Emerson began his remarks with an overview of the challenges associated with a growing demand for Coast Guard services and mission execution in the Arctic. He discussed how increased accessibility to US Arctic jurisdictional waters by both foreign state and non-state actors, and the subsequent potential and real increases in legal and illegal, unregulated, and unreported maritime activity in those waters, have necessitated an expansion of Maritime Domain Awareness, operational presence, and international engagement. Emerson added that as the federal maritime governance organization of the US government, it is an implicit statutory requirement that the Coast Guard has the ability to assert a presence across US jurisdictional waters, inclusive of the American Arctic.

Emerson then highlighted three significant areas of focus for the Coast Guard in the Arctic domain and provided an update on some of the Coast Guard’s current efforts to address existing challenges:

Increased access, maritime activity, and national security challenges in the US Arctic. In an effort to enhance international maritime governance in response to increased Arctic shipping traffic, the United States and Russian Federation have proposed voluntary two-way routing measures in the Bering Strait and Bering Sea. The nations jointly developed and submitted the routing measures to the International Maritime Organization to formalize the two-way routes and precautionary areas. Located in US and Russian Federation territorial waters off the coasts of Alaska and the Chukotskiy Peninsula, the recommended routes help ships avoid the numerous shoals, reefs and islands outside the routes, reduce the potential for marine casualties and environmental disasters, and avoid areas that would adversely impact subsistence hunting and gathering of the indigenous people in the region.
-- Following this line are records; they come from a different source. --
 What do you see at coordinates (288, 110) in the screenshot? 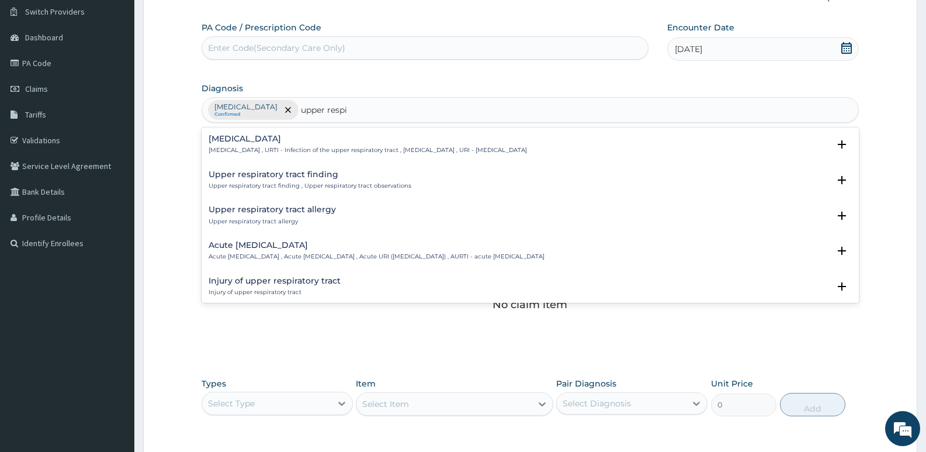
I see `span: remove selection option` at bounding box center [288, 110].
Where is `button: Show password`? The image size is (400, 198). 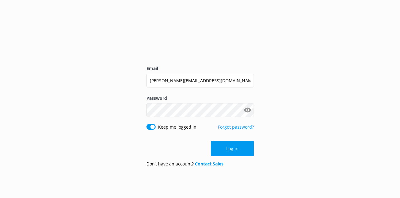
button: Show password is located at coordinates (248, 110).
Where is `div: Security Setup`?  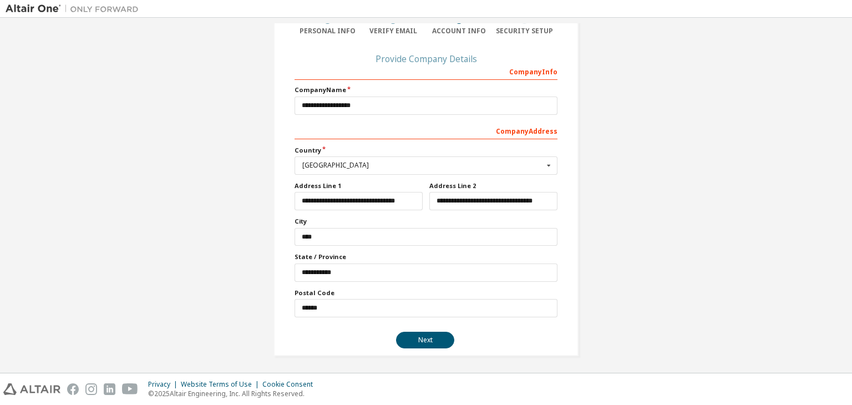 div: Security Setup is located at coordinates (525, 31).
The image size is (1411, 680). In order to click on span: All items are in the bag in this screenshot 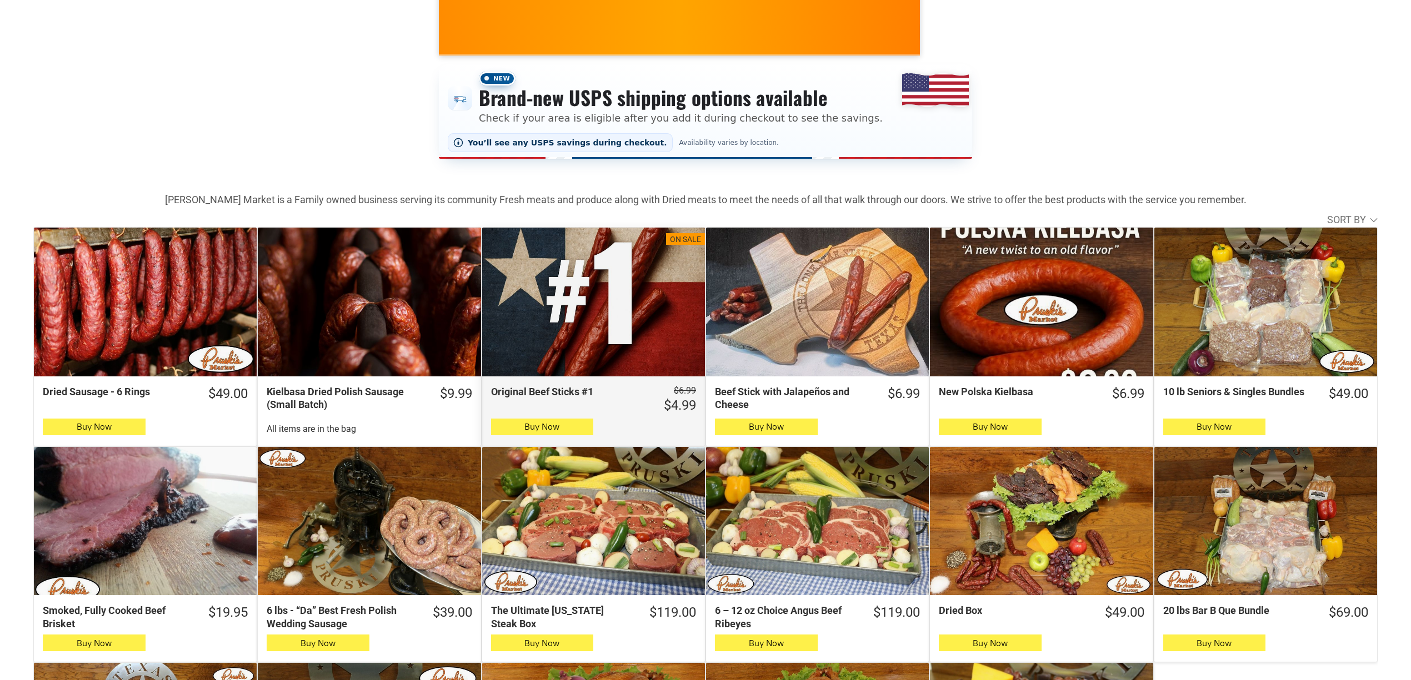, I will do `click(311, 429)`.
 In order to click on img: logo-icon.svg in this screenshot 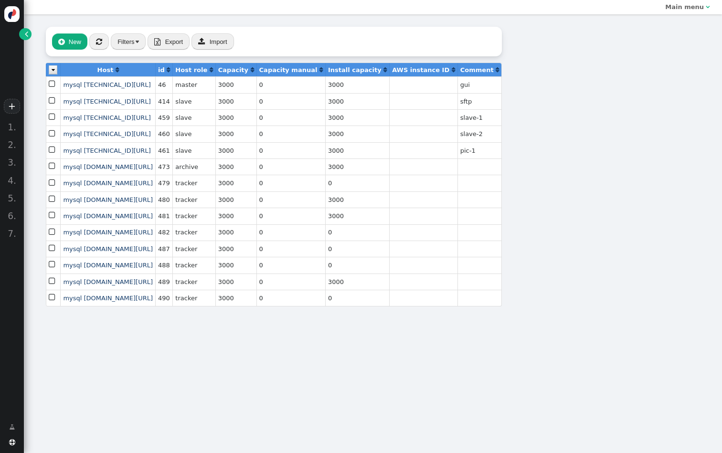, I will do `click(12, 14)`.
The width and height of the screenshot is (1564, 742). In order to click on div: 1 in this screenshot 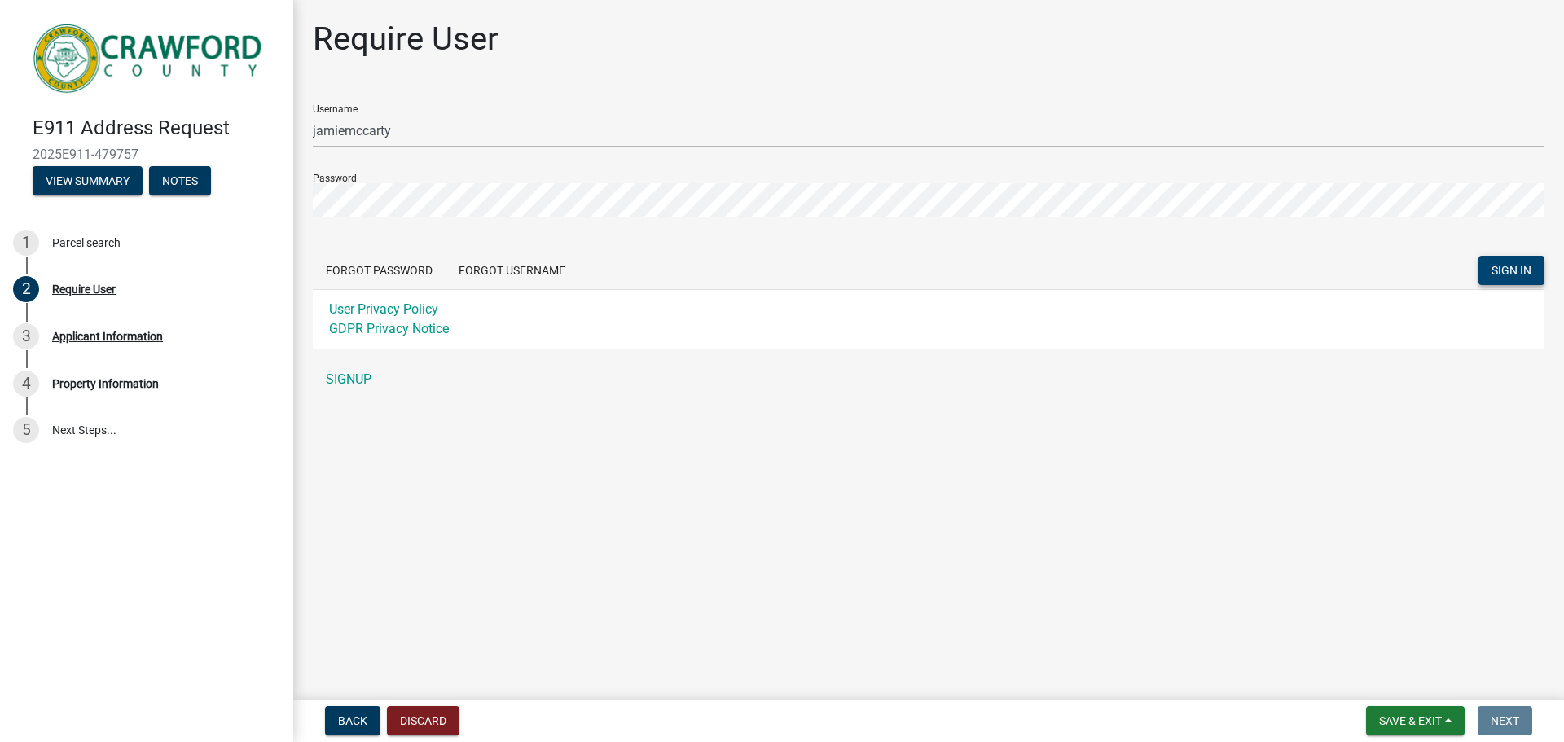, I will do `click(26, 243)`.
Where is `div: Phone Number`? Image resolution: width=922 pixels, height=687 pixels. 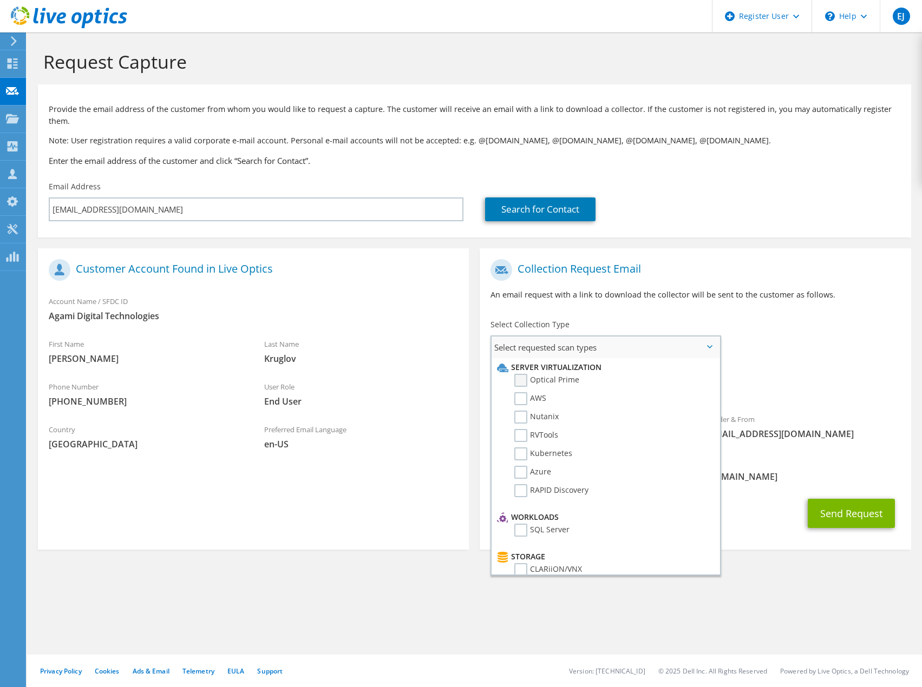
div: Phone Number is located at coordinates (146, 394).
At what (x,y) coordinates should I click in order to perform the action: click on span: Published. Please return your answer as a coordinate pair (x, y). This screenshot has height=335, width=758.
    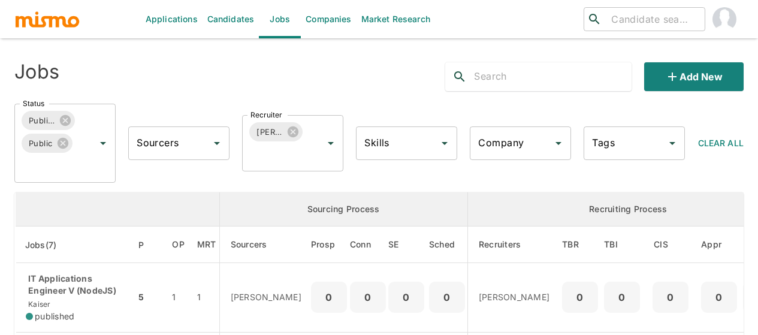
    Looking at the image, I should click on (42, 120).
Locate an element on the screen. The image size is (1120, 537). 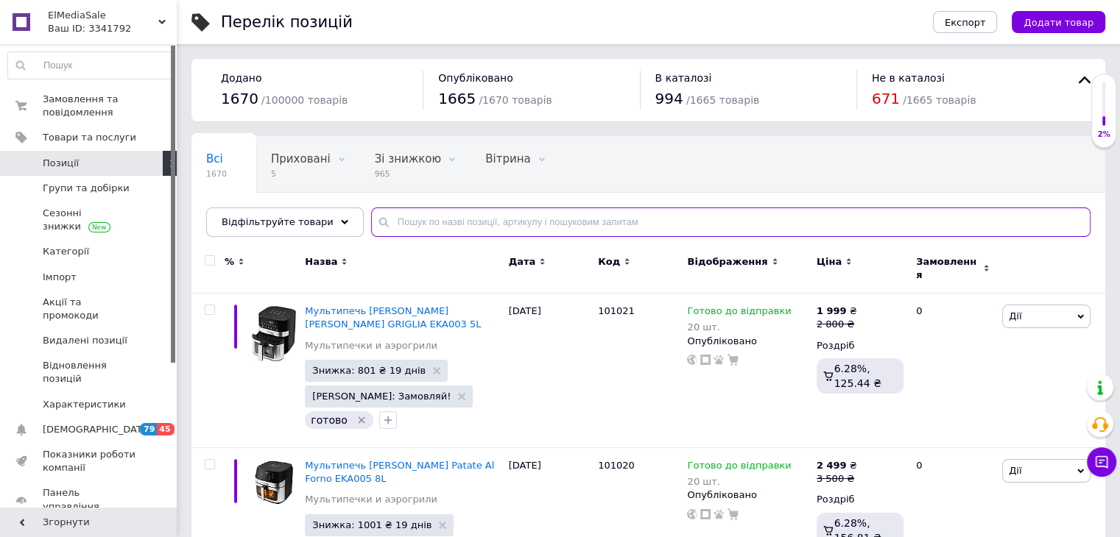
span: 79 is located at coordinates (148, 429).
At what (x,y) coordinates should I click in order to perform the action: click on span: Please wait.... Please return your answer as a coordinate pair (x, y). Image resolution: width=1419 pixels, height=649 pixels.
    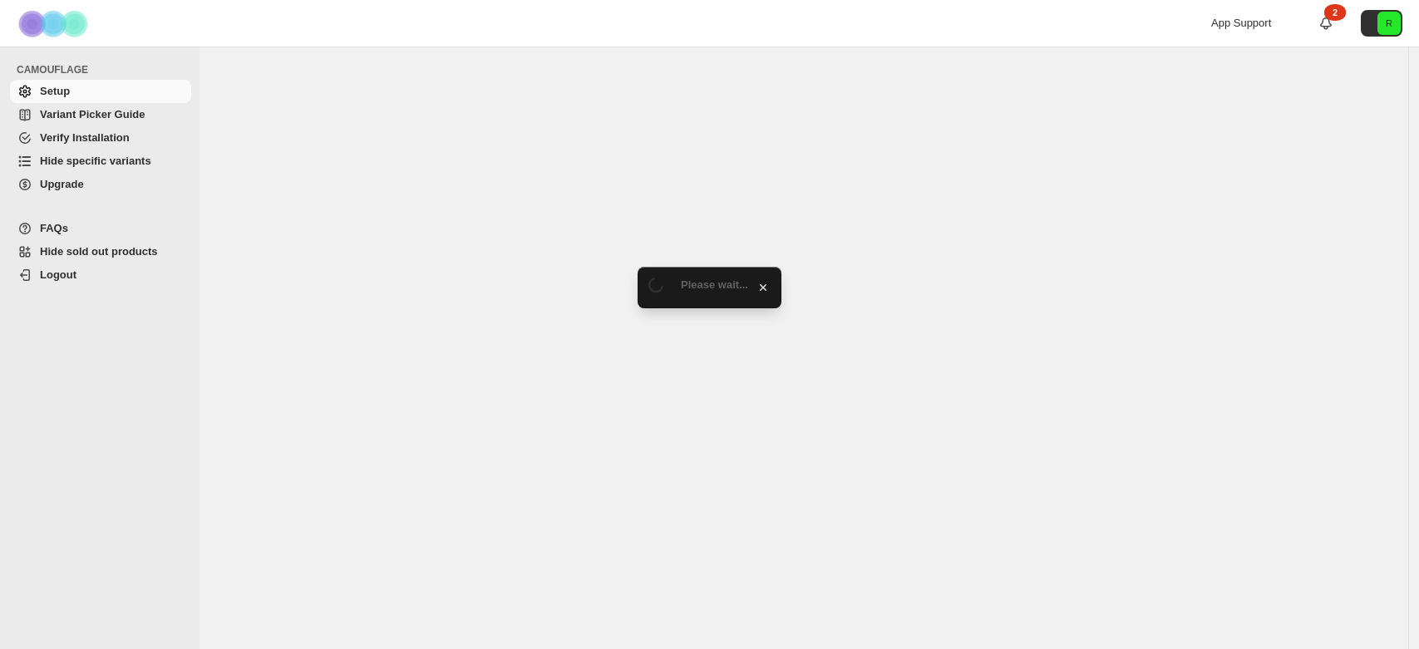
    Looking at the image, I should click on (714, 284).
Continued international cooperation and maturation of the Arctic Coast Guard Forum. Launched in 2015, the Arctic Coast Guard Forum (ACGF) aims to achieve cooperative action as an operationally focused, consensus-based organization with the purpose of leveraging collective resources to foster safe, secure and environmentally responsible maritime activity in the Arctic. The ACGF member states are: Canada, Denmark, Finland, Iceland, Norway, Sweden, the Russian Federation and the United States. In September 2017, the ACGF conducted the first-of-its-kind live search and rescue exercise in the Arctic under the banner of ARCTIC GUARDIAN 2017. All eight member-states participated by providing personnel, maritime, and air assets. The ACGF held the exercise off the coast of Iceland over several days of engagement, with the lessons learned discussed at the following meeting of the ACGF in Turku, Finland in November 2017.

Recapitalization of ice-capable assets, including of the Heavy Polar Icebreaker and aviation assets. To project effective presence in the polar regions in support of US National Security interests, the Coast Guard requires new polar icebreaking cutters and Arctic capable assets. To address mission demands, the Coast Guard is working with the Navy via an Integrated Program Office to build the first three heavy icebreakers, with plans to award a detail design and construction contract in Fiscal Year 2019.

Following Emerson’s remarks, Cara Condit presented insights on recently enacted Polar Codes. Condit characterized these important standards for Arctic shipping and discussed Coast Guard policies for implementing and enforcing them as marine traffic increases. Both Emerson and Condit referenced various prevention and response programs the Coast Guard is implementing to ensure safe waterways and marine activities.